I have a fairly high bandwidth exit node running for about a month
now
that I'm having difficulty keeping off of the
blacklist and have been informed of this listing by the VPS
provider.
The relay is running with a reduced exit policy -- and additionally
I've
blocked common mail ports, etc via IPFW so I know that no spam is actually being sent out of the relay. Still, various botnets
connections
are connecting to abuseat.org botnet sinkholes via port 80 Command&Control connection attempts. I'm at a loss at how to stop
this
or somehow detect and filter botnet traffic.
I've informed the VPS provider that I'm on top of it and have the machine configured to not actually allow this sort of malicious
traffic
out and they seem to be generally happy with that explanation, but
a
better solution if one exists would be appreciated.
Thanks,
Julian Plamann
julian (at) amity.be GPG: 0x96881D83
Don't know if this will help, but maybe:
ExitPolicy reject 85.159.211.119 # Cryptolocker ExitPolicy reject 212.71.250.4 # Cryptolocker ExitPolicy reject 54.83.43.69 # Cryptolocker ExitPolicy reject 192.42.116.41 # Cryptolocker ExitPolicy reject 192.42.119.41 # Cryptolocker ExitPolicy reject 198.98.103.253 # Cryptolocker ExitPolicy reject 208.64.121.161 # Cryptolocker ExitPolicy reject 142.0.36.234 # Cryptolocker ExitPolicy reject 173.193.197.194 # Cryptolocker
In general, I see complaints about abuse from the exit relays we run due to someone using Tor to try to exploit remote web server scripts and databases and the like. I don't think there's anything that can be done about it? I would say that it's just part of what you get coming out out of Tor exit nodes.
If anyone else has any better advice feel free to correct me but, I think it might be accurate to explain to the upstream that Tor exits will generate certain kinds of abuse complaints as part of normal operation. They open proxy web-related ports out, and some people abuse Tor for web hacking types of activity.
I would say that it is normal for Tor exits to live permanently on certain kinds of blacklists. They do not need to be on the spam email related ones (reject *:25 and other email ports), but they will land on other types of blacklists, and I don't think it can be helped.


What to do: Copy each line in the data that includes the word "race".

Information shown:
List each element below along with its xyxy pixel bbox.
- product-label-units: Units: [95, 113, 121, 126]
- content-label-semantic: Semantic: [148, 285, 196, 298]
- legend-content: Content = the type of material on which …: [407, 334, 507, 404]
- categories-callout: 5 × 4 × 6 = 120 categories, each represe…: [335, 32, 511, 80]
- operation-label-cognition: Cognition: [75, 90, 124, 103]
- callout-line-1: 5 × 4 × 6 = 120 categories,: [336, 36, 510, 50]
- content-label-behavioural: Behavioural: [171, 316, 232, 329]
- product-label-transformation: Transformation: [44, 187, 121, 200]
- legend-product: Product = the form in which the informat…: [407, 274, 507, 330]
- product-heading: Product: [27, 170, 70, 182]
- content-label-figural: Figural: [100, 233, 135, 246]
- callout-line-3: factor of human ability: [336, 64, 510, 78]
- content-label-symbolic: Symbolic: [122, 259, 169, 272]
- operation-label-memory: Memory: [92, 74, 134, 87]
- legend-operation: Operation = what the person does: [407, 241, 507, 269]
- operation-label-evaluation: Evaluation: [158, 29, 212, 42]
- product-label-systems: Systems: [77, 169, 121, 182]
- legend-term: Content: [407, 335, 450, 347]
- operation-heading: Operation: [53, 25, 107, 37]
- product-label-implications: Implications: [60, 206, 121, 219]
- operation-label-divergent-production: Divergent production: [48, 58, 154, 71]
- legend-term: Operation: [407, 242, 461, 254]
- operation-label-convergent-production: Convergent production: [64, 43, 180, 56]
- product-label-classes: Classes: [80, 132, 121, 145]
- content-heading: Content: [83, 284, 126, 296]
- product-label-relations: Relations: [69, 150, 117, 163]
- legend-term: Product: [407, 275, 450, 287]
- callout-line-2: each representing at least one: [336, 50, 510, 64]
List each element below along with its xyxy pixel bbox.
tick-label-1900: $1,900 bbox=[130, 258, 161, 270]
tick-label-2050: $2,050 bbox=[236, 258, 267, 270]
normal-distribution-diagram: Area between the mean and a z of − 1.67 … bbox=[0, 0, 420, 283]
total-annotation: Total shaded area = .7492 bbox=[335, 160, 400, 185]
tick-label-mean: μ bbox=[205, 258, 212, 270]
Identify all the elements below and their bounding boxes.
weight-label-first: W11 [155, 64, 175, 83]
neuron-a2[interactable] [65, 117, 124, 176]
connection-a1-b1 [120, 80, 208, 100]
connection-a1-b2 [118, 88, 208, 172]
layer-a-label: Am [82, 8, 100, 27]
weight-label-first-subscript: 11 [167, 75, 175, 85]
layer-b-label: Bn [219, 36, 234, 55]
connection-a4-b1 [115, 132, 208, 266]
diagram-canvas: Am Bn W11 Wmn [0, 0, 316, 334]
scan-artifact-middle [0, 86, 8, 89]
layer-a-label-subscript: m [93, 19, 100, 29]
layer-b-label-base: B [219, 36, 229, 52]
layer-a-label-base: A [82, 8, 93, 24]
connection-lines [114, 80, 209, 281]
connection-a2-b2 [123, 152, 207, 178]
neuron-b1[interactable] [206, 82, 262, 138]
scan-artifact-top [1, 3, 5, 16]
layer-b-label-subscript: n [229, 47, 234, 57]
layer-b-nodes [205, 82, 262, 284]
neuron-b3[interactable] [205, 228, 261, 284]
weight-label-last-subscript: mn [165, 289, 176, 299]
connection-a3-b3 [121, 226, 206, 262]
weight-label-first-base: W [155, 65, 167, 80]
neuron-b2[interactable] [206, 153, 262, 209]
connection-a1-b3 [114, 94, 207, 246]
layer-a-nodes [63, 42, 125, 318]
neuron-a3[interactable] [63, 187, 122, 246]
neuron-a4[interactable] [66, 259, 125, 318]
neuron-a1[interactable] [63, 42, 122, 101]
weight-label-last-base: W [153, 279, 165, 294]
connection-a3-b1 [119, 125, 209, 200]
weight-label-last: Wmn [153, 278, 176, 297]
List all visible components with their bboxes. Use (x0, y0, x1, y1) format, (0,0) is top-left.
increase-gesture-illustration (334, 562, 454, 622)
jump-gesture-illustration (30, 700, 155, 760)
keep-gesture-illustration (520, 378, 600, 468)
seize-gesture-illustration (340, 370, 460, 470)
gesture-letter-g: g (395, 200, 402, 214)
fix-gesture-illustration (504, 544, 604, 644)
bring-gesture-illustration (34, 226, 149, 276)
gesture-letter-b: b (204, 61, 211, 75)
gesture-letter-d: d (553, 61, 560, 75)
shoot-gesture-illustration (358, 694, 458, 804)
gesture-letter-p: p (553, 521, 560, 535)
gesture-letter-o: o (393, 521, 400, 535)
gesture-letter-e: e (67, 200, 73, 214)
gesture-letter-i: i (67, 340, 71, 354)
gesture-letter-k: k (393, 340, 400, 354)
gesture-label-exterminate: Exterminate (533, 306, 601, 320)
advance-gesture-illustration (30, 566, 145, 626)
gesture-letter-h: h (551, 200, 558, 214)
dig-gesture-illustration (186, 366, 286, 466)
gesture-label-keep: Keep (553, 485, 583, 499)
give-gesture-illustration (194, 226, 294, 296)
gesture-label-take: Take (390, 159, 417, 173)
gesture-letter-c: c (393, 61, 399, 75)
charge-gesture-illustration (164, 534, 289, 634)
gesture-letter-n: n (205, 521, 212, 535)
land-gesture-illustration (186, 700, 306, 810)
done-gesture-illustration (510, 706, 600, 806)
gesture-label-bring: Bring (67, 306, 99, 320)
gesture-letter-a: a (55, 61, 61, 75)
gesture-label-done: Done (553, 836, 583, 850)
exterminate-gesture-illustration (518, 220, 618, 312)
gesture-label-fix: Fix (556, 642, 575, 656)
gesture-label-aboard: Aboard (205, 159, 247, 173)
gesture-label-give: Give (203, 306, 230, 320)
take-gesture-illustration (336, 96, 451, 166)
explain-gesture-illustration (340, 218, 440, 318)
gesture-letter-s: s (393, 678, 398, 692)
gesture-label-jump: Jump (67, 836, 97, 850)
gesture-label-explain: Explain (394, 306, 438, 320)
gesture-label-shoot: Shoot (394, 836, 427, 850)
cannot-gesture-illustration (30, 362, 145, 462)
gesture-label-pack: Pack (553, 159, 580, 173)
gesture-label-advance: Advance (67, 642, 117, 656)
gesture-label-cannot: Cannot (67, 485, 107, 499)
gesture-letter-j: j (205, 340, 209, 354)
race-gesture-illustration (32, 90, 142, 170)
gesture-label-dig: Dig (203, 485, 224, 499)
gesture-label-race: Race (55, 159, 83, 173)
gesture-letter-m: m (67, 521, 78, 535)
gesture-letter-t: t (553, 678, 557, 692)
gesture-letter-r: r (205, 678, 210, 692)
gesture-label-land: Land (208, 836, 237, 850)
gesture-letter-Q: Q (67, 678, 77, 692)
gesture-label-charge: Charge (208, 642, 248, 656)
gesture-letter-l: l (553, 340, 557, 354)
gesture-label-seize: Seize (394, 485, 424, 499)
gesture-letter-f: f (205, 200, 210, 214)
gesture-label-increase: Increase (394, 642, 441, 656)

Output:
race-gesture-illustration (32, 90, 142, 170)
gesture-label-race: Race (55, 159, 83, 173)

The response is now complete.